The size of a symlink is the length of the pathname
it contains, without a trailing null byte.
The
st_blocks field indicates the number of blocks allocated to the file, 512-byte units.
(This may be smaller than
st_size/512, for example, when the file has holes.)
The
st_blksize field gives the "preferred" blocksize for efficient file system I/O.
(Writing to a file in smaller chunks may cause
an inefficient read-modify-rewrite.)
Not all of the Linux filesystems implement all of the time fields.
Some file system types allow mounting in such a way that file
accesses do not cause an update of the
st_atime field. (See noatime in
mount(8).)
The field
st_atime is changed by file accesses, e.g. by
execve(2),
mknod(2),
pipe(2),
utime(2)
and
read(2)
(of more than zero bytes). Other routines, like
mmap(2),
may or may not update
st_atime.
The field
st_mtime is changed by file modifications, e.g. by
mknod(2),
truncate(2),
utime(2)
and
write(2)
(of more than zero bytes).
Moreover,
st_mtime of a directory is changed by the creation or deletion of files
in that directory.
The
st_mtime field is
not changed for changes in owner, group, hard link count, or mode.
The field
st_ctime is changed by writing or by setting inode information
(i.e., owner, group, link count, mode, etc.).
The following POSIX macros are defined to check the file type using the
st_mode field:
|
|
S_ISREG(m)
|
is it a regular file?
|
|
S_ISDIR(m)
|
directory?
|
|
S_ISCHR(m)
|
character device?
|
|
S_ISBLK(m)
|
block device?
|
|
S_ISFIFO(m)
|
FIFO (named pipe)?
|
|
S_ISLNK(m)
|
symbolic link? (Not in POSIX.1-1996.)
|
|
S_ISSOCK(m)
|
socket? (Not in POSIX.1-1996.)
|
|
The following flags are defined for the
st_mode field:
| S_IFMT | 0170000 | bitmask for the file type bitfields |
| S_IFSOCK | 0140000 | socket |
| S_IFLNK | 0120000 | symbolic link |
| S_IFREG | 0100000 | regular file |
| S_IFBLK | 0060000 | block device |
| S_IFDIR | 0040000 | directory |
| S_IFCHR | 0020000 | character device |
| S_IFIFO | 0010000 | FIFO |
| S_ISUID | 0004000 | set UID bit |
| S_ISGID | 0002000 | set-group-ID bit (see below) |
| S_ISVTX | 0001000 | sticky bit (see below) |
| S_IRWXU | 00700 | mask for file owner permissions |
| S_IRUSR | 00400 | owner has read permission |
| S_IWUSR | 00200 | owner has write permission |
| S_IXUSR | 00100 | owner has execute permission |
| S_IRWXG | 00070 | mask for group permissions |
| S_IRGRP | 00040 | group has read permission |
| S_IWGRP | 00020 | group has write permission |
| S_IXGRP | 00010 | group has execute permission |
| S_IRWXO | 00007 | mask for permissions for others (not in group) |
| S_IROTH | 00004 | others have read permission |
| S_IWOTH | 00002 | others have write permission |
| S_IXOTH | 00001 | others have execute permission |
The set-group-ID bit (S_ISGID) has several special uses.

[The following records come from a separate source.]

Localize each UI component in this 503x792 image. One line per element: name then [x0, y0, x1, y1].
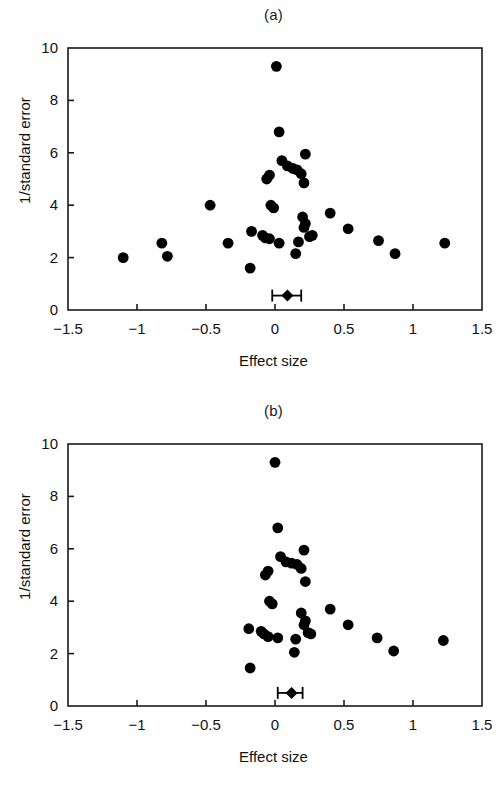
x-tick-label: 0.5	[334, 320, 355, 337]
panel-a: (a) −1.5−1−0.500.511.50246810 Effect siz…	[0, 0, 503, 396]
x-tick-label: 1.5	[472, 320, 493, 337]
plot-frame	[68, 48, 482, 310]
panel-a-xaxis-label: Effect size	[0, 352, 503, 369]
y-tick-label: 2	[50, 645, 58, 662]
y-tick-label: 4	[50, 196, 58, 213]
x-tick-label: 1	[409, 716, 417, 733]
data-point	[438, 635, 449, 646]
x-tick-label: 0	[271, 320, 279, 337]
data-point	[162, 251, 173, 262]
panel-a-yaxis-label: 1/standard error	[16, 61, 33, 241]
data-point	[299, 178, 310, 189]
panel-b-yaxis-label: 1/standard error	[16, 457, 33, 637]
data-point	[263, 631, 274, 642]
x-tick-label: −0.5	[191, 320, 221, 337]
data-point	[290, 248, 301, 259]
data-point	[388, 646, 399, 657]
y-tick-label: 10	[41, 435, 58, 452]
summary-effect-marker	[278, 687, 303, 699]
data-point	[268, 202, 279, 213]
data-point	[300, 149, 311, 160]
x-tick-label: −1.5	[53, 716, 83, 733]
data-point	[343, 223, 354, 234]
data-point	[272, 522, 283, 533]
y-tick-label: 8	[50, 487, 58, 504]
y-tick-label: 4	[50, 592, 58, 609]
data-point	[293, 236, 304, 247]
summary-effect-marker	[272, 290, 301, 302]
data-point	[205, 200, 216, 211]
data-point	[299, 545, 310, 556]
data-point	[325, 208, 336, 219]
data-point	[325, 604, 336, 615]
data-point	[343, 619, 354, 630]
data-point	[118, 252, 129, 263]
data-point	[223, 238, 234, 249]
panel-b: (b) −1.5−1−0.500.511.50246810 Effect siz…	[0, 396, 503, 792]
data-point	[274, 126, 285, 137]
y-tick-label: 0	[50, 697, 58, 714]
data-point	[272, 632, 283, 643]
data-point	[270, 457, 281, 468]
x-tick-label: 0	[271, 716, 279, 733]
data-point	[373, 235, 384, 246]
x-tick-label: −1	[128, 320, 145, 337]
panel-b-xaxis-label: Effect size	[0, 748, 503, 765]
panel-b-plot-area: −1.5−1−0.500.511.50246810	[0, 396, 503, 792]
data-point	[260, 570, 271, 581]
plot-frame	[68, 444, 482, 706]
data-point	[261, 174, 272, 185]
y-tick-label: 6	[50, 144, 58, 161]
data-point	[245, 263, 256, 274]
data-point	[245, 663, 256, 674]
data-point	[296, 563, 307, 574]
x-tick-label: −0.5	[191, 716, 221, 733]
data-point	[439, 238, 450, 249]
y-tick-label: 8	[50, 91, 58, 108]
panel-a-plot-area: −1.5−1−0.500.511.50246810	[0, 0, 503, 396]
x-tick-label: −1	[128, 716, 145, 733]
data-point	[390, 248, 401, 259]
y-tick-label: 10	[41, 39, 58, 56]
y-tick-label: 0	[50, 301, 58, 318]
x-tick-label: −1.5	[53, 320, 83, 337]
data-point	[290, 634, 301, 645]
data-point	[264, 233, 275, 244]
data-point	[300, 576, 311, 587]
data-point	[296, 168, 307, 179]
y-tick-label: 2	[50, 249, 58, 266]
x-tick-label: 0.5	[334, 716, 355, 733]
data-point	[274, 238, 285, 249]
data-point	[304, 231, 315, 242]
data-point	[289, 647, 300, 658]
y-tick-label: 6	[50, 540, 58, 557]
data-point	[243, 623, 254, 634]
x-tick-label: 1.5	[472, 716, 493, 733]
data-point	[267, 598, 278, 609]
data-point	[271, 61, 282, 72]
x-tick-label: 1	[409, 320, 417, 337]
data-point	[372, 632, 383, 643]
data-point	[299, 222, 310, 233]
funnel-plot-figure: (a) −1.5−1−0.500.511.50246810 Effect siz…	[0, 0, 503, 792]
data-point	[246, 226, 257, 237]
data-point	[303, 627, 314, 638]
data-point	[156, 238, 167, 249]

For a directory it indicates that BSD semantics is to be used
for that directory: files created there inherit their group ID from
the directory, not from the effective group ID of the creating process,
and directories created there will also get the S_ISGID bit set.
For a file that does not have the group execution bit (S_IXGRP) set,
the set-group-ID bit indicates mandatory file/record locking.
The sticky bit (S_ISVTX) on a directory means that a file
in that directory can be renamed or deleted only by the owner
of the file, by the owner of the directory, and by a privileged
process.
These system calls conform to SVr4, 4.3BSD, POSIX.1-2001.
Use of the
st_blocks and
st_blksize fields may be less portable. (They were introduced in BSD.
The interpretation differs between
systems, and possibly on a single system when NFS mounts are involved.)
POSIX does not describe the S_IFMT, S_IFSOCK, S_IFLNK, S_IFREG, S_IFBLK,
S_IFDIR, S_IFCHR, S_IFIFO, S_ISVTX bits, but instead demands the use of
the macros S_ISDIR(), etc.
The S_ISLNK and S_ISSOCK macros are not in
POSIX.1-1996, but both are present in POSIX.1-2001;
the former is from SVID 4, the latter from SUSv2.
Unix V7 (and later systems) had S_IREAD, S_IWRITE, S_IEXEC, where POSIX
prescribes the synonyms S_IRUSR, S_IWUSR, S_IXUSR.